If any of this proves unsettling to some Modern Women, Jenkins has good news. Women may be pigs ... but at least they're female pigs.
``Football from the female perspective,'' she writes in the book, ``is a radically different proposition.''
This conclusion turned out to be a surprise to the author. ``I started with some assumptions,'' she says, ``that basic gender equivalencies exist, that women aren't that different from men in their sensibilities about the game. The fact is, there is a whole range of responses to football.''
What may have originally misled her was her own ardor for the sport. The daughter of Texas sportswriting semi-legend Dan Jenkins, she grew up in a home that was built on pigskin.
Born in Fort Worth and raised in New York City, Jenkins remembers the TV always being tuned to the game her dad was covering. At halftime, she and her two brothers would take turns tossing the football around, and she didn't even care when the boys yelled, ``Chicago Bears!'' and threw themselves on top of her.
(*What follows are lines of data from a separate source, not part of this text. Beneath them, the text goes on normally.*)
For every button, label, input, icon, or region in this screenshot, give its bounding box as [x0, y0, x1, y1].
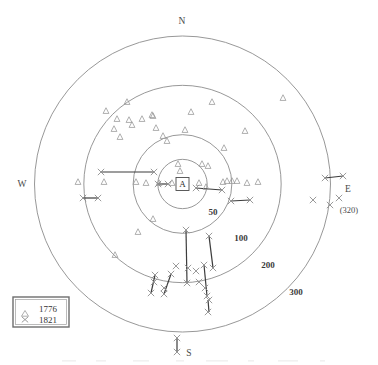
triangle-icon	[177, 168, 183, 174]
cross-icon	[161, 291, 167, 297]
outer-point-annotation: (320)	[340, 205, 359, 215]
triangle-icon	[101, 179, 107, 185]
triangle-icon	[188, 109, 194, 115]
series-markers-1821	[80, 169, 346, 355]
page-artifacts	[62, 360, 325, 362]
segment-9	[164, 274, 171, 294]
triangle-icon	[224, 178, 230, 184]
center-label: A	[179, 179, 186, 189]
triangle-icon	[139, 116, 145, 122]
polar-scatter-figure: A N E S W 50 100 200 300 (320) 1776 1821	[0, 0, 378, 365]
cross-icon	[173, 263, 179, 269]
triangle-icon	[143, 180, 149, 186]
triangle-icon	[153, 125, 159, 131]
segment-3	[231, 200, 250, 201]
triangle-icon	[103, 108, 109, 114]
cross-icon	[327, 202, 333, 208]
legend-label-1776: 1776	[39, 304, 58, 314]
triangle-icon	[150, 216, 156, 222]
segment-5	[325, 176, 343, 178]
ring-label-100: 100	[234, 233, 248, 243]
segment-6	[186, 230, 187, 283]
center-marker: A	[176, 178, 189, 191]
polar-plot-svg: A N E S W 50 100 200 300 (320) 1776 1821	[0, 0, 378, 365]
triangle-icon	[221, 145, 227, 151]
cross-icon	[185, 265, 191, 271]
ring-label-300: 300	[289, 287, 303, 297]
triangle-icon	[133, 179, 139, 185]
triangle-icon	[242, 128, 248, 134]
triangle-icon	[160, 133, 166, 139]
ring-label-200: 200	[261, 260, 275, 270]
cardinal-label-west: W	[18, 179, 27, 189]
cross-icon	[205, 309, 211, 315]
triangle-icon	[114, 116, 120, 122]
legend-label-1821: 1821	[39, 315, 57, 325]
ring-label-50: 50	[209, 207, 219, 217]
triangle-icon	[199, 161, 205, 167]
triangle-icon	[255, 179, 261, 185]
triangle-icon	[111, 126, 117, 132]
triangle-icon	[182, 127, 188, 133]
triangle-icon	[135, 229, 141, 235]
cardinal-label-south: S	[186, 348, 191, 358]
cross-icon	[310, 197, 316, 203]
triangle-icon	[75, 179, 81, 185]
triangle-icon	[205, 163, 211, 169]
segment-7	[209, 236, 213, 268]
segment-11	[208, 300, 209, 312]
triangle-icon	[280, 95, 286, 101]
triangle-icon	[126, 117, 132, 123]
cardinal-label-north: N	[179, 16, 186, 26]
legend: 1776 1821	[13, 297, 69, 327]
triangle-icon	[234, 178, 240, 184]
triangle-icon	[117, 134, 123, 140]
cross-icon	[336, 195, 342, 201]
triangle-icon	[196, 180, 202, 186]
triangle-icon	[175, 161, 181, 167]
triangle-icon	[244, 180, 250, 186]
triangle-icon	[209, 99, 215, 105]
cardinal-label-east: E	[345, 184, 351, 194]
cross-icon	[202, 285, 208, 291]
cross-icon	[193, 268, 199, 274]
cross-icon	[168, 271, 174, 277]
Well, OK. Maybe she cared. But the point here is that she grew up loving the game - in a way she felt was no different from the way the males in her family did.
It was hardly a stretch when she chose to become a sports writer. ``My dad always told me to write what you know best,'' says Jenkins, 35.
She spent seven years at the Washington Post, then six at Sports Illustrated. Much of her work was on football-related topics, but not until recently did she become intrigued by her gender's enjoyment of a game that, as she says, ``was invented to shore up the male ego in peacetime.''
Several books have been written for women interested in how the game is played. But Jenkins rejected another ``how to'' book in favor of a ``how come?''
To try to answer the question, she turned to a variety of sources: social scientists, other journalists, athletes and women who teach other women in football clinics.
What she found is that women don't take the game as seriously as men do. As proof, she cites a 1990 study at the University of Wisconsin-Milwaukee of male, female and mixed groups watching football on TV.
``For various reasons,'' one researcher told her, ``women like to resist and subvert the game. Although women can get caught up in it, they choose a detachment that allows them to make fun of it.''
Which is why, one must figure, women tend to point and laugh at coaches who wear Sansabelt slacks and players who proclaim God wanted them to win.
Still, there is much about football that women find seductive. ``I love the aesthetic of it,'' says Jenkins. ``I love the skill players. I'd never confuse it with the ballet, but it has its moments.''
The sex appeal of sweaty men in tight pants also can't be denied, she says. ``Feminists don't like to hear this sort of thing, but it's part of sports,'' Jenkins says. ``The whole groupie thing needs to be examined.''
She also believes many women sense a deeper meaning in football. ``For all of their differences,'' she writes, ``men and women may understand each other better on the subject of football than they suppose they do. If aggression is a gender divide, bonding is a bridge.''
All the values expressed on the field - the teamwork, the sacrifice for the greater good - are easy for both genders to admire, she says.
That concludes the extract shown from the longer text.